We see bull elephants marching almost in sync through a shallow water hole, zebra stallions fighting, crowned eagles building their nest. Through the use of a custom-made fish tank filled with tilapia minnows, Mr. Gulden captures with his camera a pied kingfisher on the hunt. Scales of wildlife are on display in the shot of a baby chameleon held on the fingertips and another of an elephant peering through a doorway.

How does Mr. Gulden land such images in his cameras?

"He is someone who tears the doors off vehicles so he can set his camera down at a unique low angle. He rigs trigger switches deep in the bush to snap night pictures of the elusive and endangered bongo, which even the biologists studying them may never see. He climbs trees to leave cameras dangling over the nests of eagles, then waits for hours a hundred feet away to snap the shutter," Susan Minot writes in the book's forward.

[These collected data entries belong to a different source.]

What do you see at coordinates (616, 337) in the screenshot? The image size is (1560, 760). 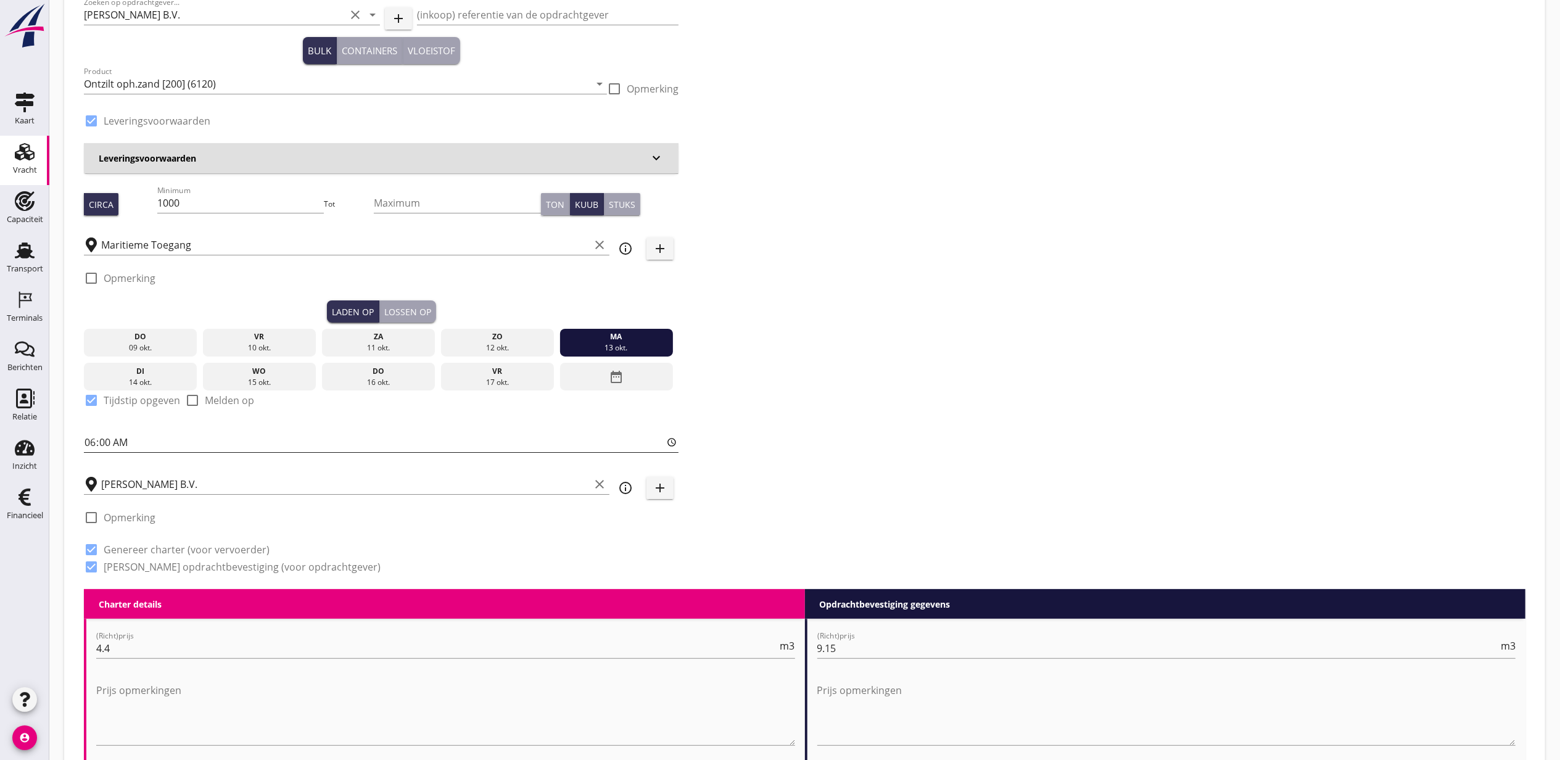 I see `div: ma` at bounding box center [616, 337].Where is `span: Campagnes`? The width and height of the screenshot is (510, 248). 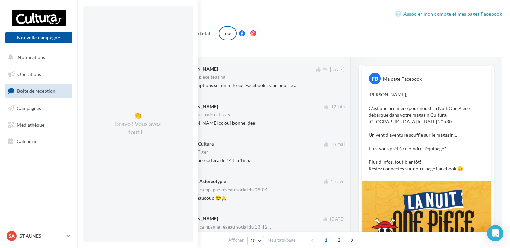 span: Campagnes is located at coordinates (29, 108). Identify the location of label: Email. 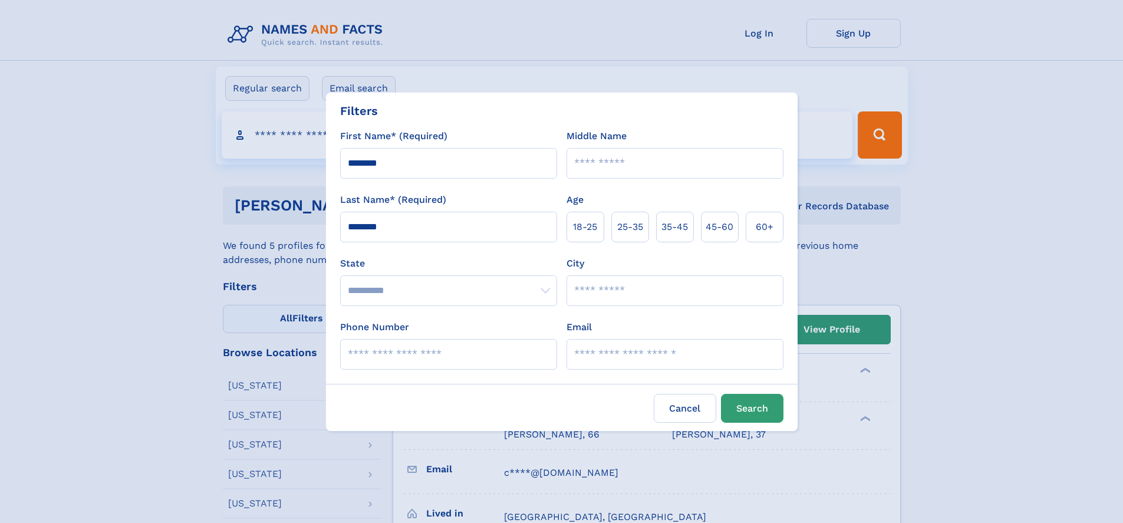
(579, 327).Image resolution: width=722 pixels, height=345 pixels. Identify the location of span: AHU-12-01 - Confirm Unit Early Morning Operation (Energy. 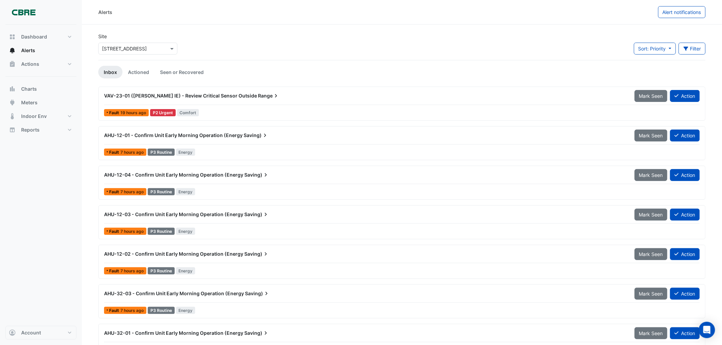
(173, 135).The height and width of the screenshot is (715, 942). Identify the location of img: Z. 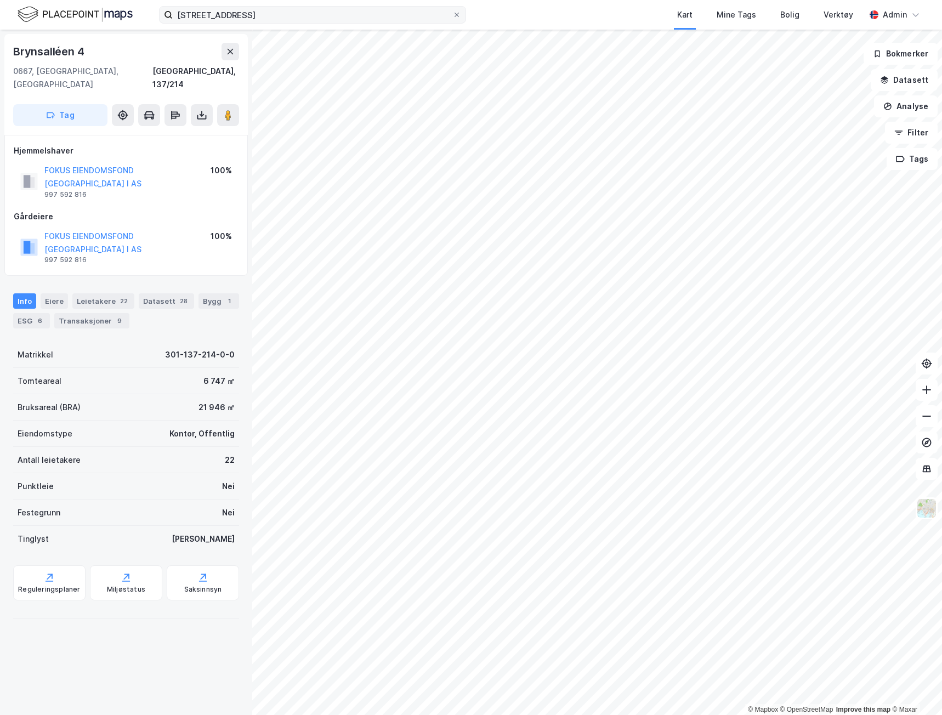
(927, 508).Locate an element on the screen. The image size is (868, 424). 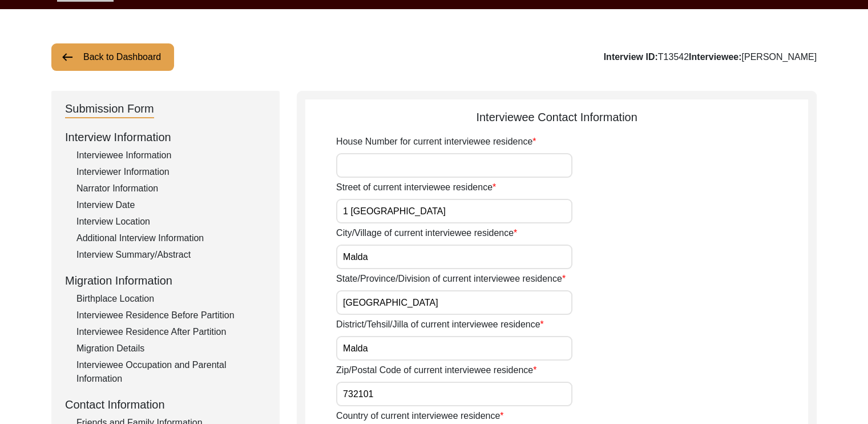
label: Street of current interviewee residence is located at coordinates (416, 187).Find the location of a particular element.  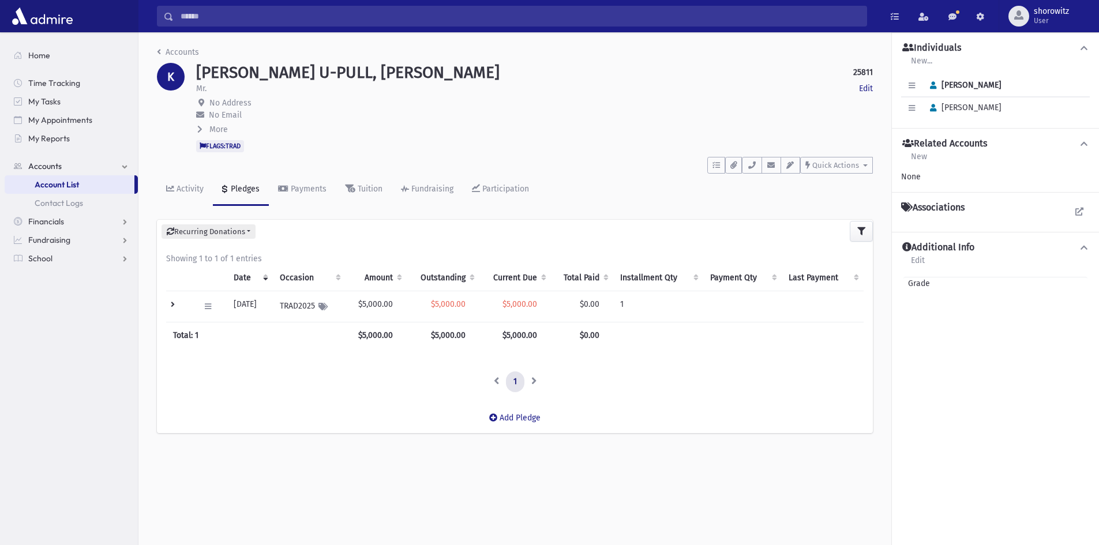

a: Add Pledge is located at coordinates (515, 418).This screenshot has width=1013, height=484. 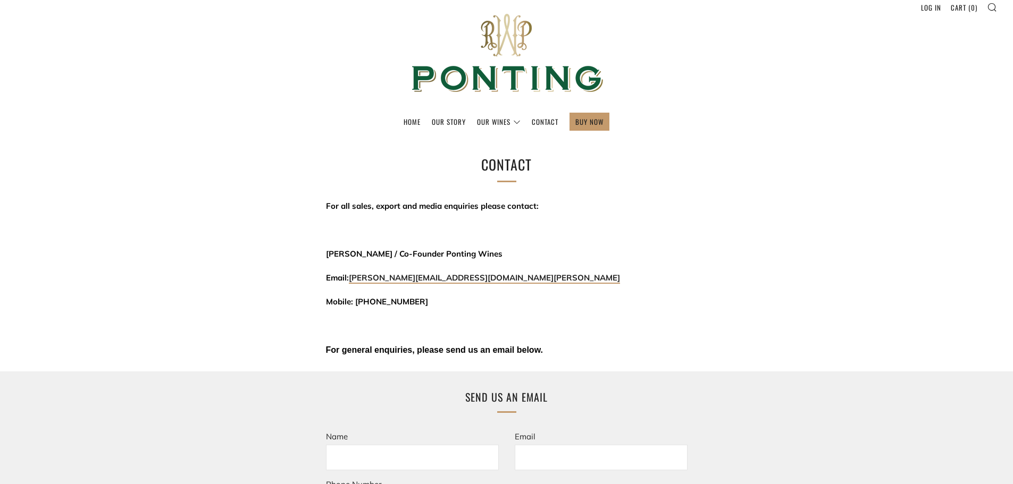 What do you see at coordinates (545, 122) in the screenshot?
I see `a: Contact` at bounding box center [545, 122].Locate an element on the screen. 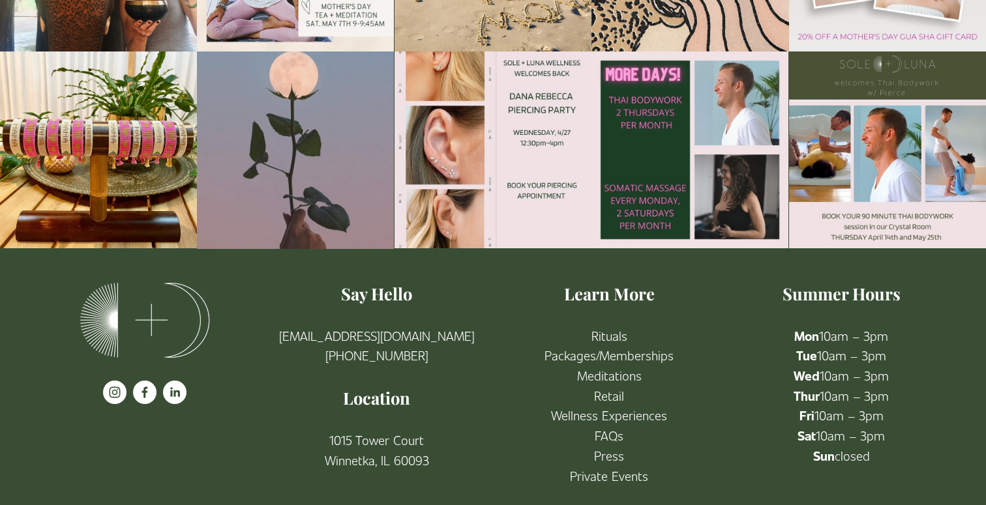 This screenshot has width=986, height=505. a: Meditations is located at coordinates (609, 376). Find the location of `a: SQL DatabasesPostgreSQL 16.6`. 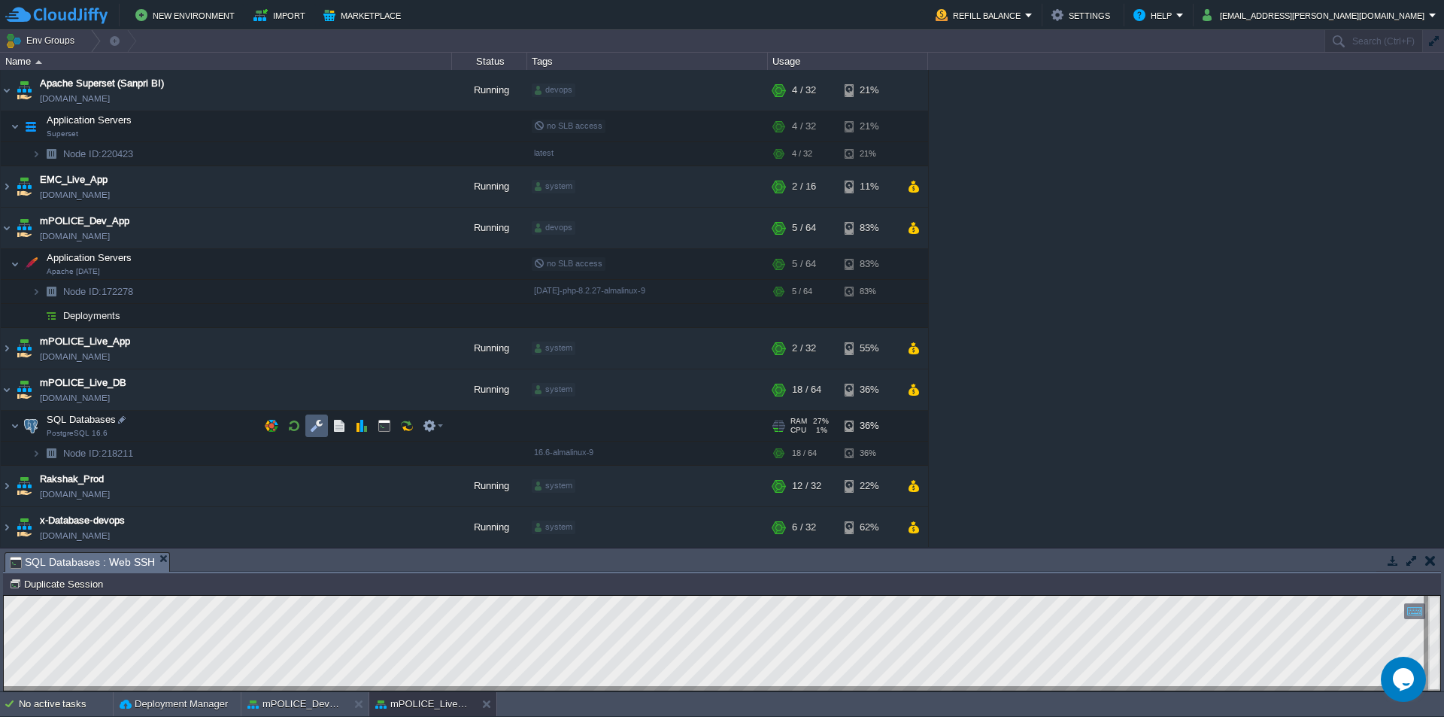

"He is someone who knows art is long, that a deep knowldge of one's subject is required before it can be mastered, and that, in the case of animals, an enormous amount of time must be devoted to waiting and watching and understanding. He has spent more than ten years doing just that. He has waited till his work was ready."

The results also are the result of the photographer honing his sense of not just the possibilities that lurk in the forests and savannah, but developing a keen sensory perception to both come away with great photographs and with his life.

For one of my projects, a few game trackers and I hiked deep into the forest to check my camera traps. I had set the cameras up along animal trails, for weeks at a time they were ready to shoot the moment an animal walked in front and broke the infrared beam. I was trying to capture the elusive mountain bongo, a massive antelope that had once been thought to be extinct in the world.

Alternate Text
Rhinos from The Centre Cannot Hold by David Gulden, copyright © 2012, published by Glitterati Incorporated.

Getting to the trail was an adventure. It wasn't long before my skin felt the electric tingle of the ubiguitous stinging nettles that littered the forest. The nettles could have been avoided, but all senses were on hyperalert for more consequential dangers, Mr. Gulden writes in an introduction.

The game trackers and I hiked through a buffalo maze, an expanse of short bamboo where we were constantly crouching and slipping in the mud. The visibility was so limited I could barely see the person in front of me.

Buffalo are numerous here. They are aggressive and can kill. The trackers and I developed multiple-sensory alertness, listening for the sound of broken branches and sniffing the air for the musty mammal odor, our gazes scanning back and forth.

The Centre Cannot Hold is a wonderful book, one to page slowly through at night and consider the wilds that still exist in the world.